By way of a Spenglerian sidebar, I believe worthy of comment a recent (23 March) op-ed piece in The New York Times, "In Praise of Failed Diplomacy," by Niall Ferguson, a history professor at NYU's Stern School of Business. The piece praises another historical dreamer, "the mercurial George Canning", a British foreign secretary of the early Nineteenth Century. "In language that would surely warm Donald Rumsfeld's heart," Ferguson opines, the mercurial Canning stated that he would not take into account "the wishes of any other government, or the interests of any other people, except in so far as those wishes, those feelings and those interests may, or might, concur with the just interests of England" [emphasis added]. Mr. Ferguson goes on to praise the fact that Canning was unafraid to "take unilateral military action" with respect to British intervention in a dynastic dispute between Spain and Portugal: "To Canning's critics, this was – you guessed it – a colossal diplomatic failure. But did it matter? Scarcely. These assertions of British power signalled a profound shift in the balance of power in Europe away from reactionary Vienna toward liberal London."

It is this unabashed adoration of imperialism disguised as "liberalism" that should be viewed with a very wary eye. Spengler offers observations on liberalism that will give any pro-market individual pause: "Politics and trade in developed form – the art of achieving material success over an opponent by means of intellectual superiority – are both a replacement of war by other means." Spengler, it must be pointed out, was contemptuous of market activity, believing that "The genuine prince and statesman wants to rule, and the genuine merchant wants only to be wealthy, and here the acquisitive economy divides to pursue aim and means separately." Spengler was an admirer of the inevitability of Caesarism as statecraft.

Spengler cites the Rumsfeld-heart-warming Canning as superbly expressive of the sort of "liberalism" London had during Canning's term of office. When the South American colonies of Spain revolted at the beginning of the Nineteenth Century, Canning declared with telling Cesarean contradiction: "South America free! And if possible English!" Spengler commented on the quote by stating with admiration that "The expansion idea has never been expressed in greater purity than this."

Though Mr.
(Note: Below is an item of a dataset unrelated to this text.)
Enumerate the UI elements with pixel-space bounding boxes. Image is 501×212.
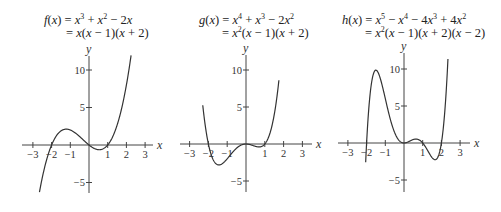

Ferguson concedes that "even a hyperpower needs diplomacy," it is unlikely that he believes this to be anything but a measure of expediency, given his praise of Canning's "minimal regard for the other great powers." Power, and only power, is the goal of diplomacy, trade or war, if one is to take Canning as one's guide. Yet Canning's dreams of everlasting British glory ended as did the dandelions described in Shakespeare's magnificent metaphor: "Golden lads and girls all must, as chimney sweepers, come to dust."

Dreaming history.

T.E. Lawrence closed his account with these words: "There remained historical ambition, insubstantial as a motive by itself. I had dreamed… of hustling into form, while I lived, the new Asia which time was inexorably bringing upon us. Mecca was to lead to Damascus; Damascus to Anatolia, and afterwards to Baghdad; and then there was Yemen. Fantasies, these will seem, to such as are able to call my beginning an ordinary effort."

Beware dreamers of history and the roads they wish to lead us down; it would not do to prove Spengler's dream correct that for all peoples, sooner or later, all roads lead to Rome. And to dust.

April 23, 2003

Timothy J. Cullen (send him mail), a former equities trader, lives in Seville, Spain.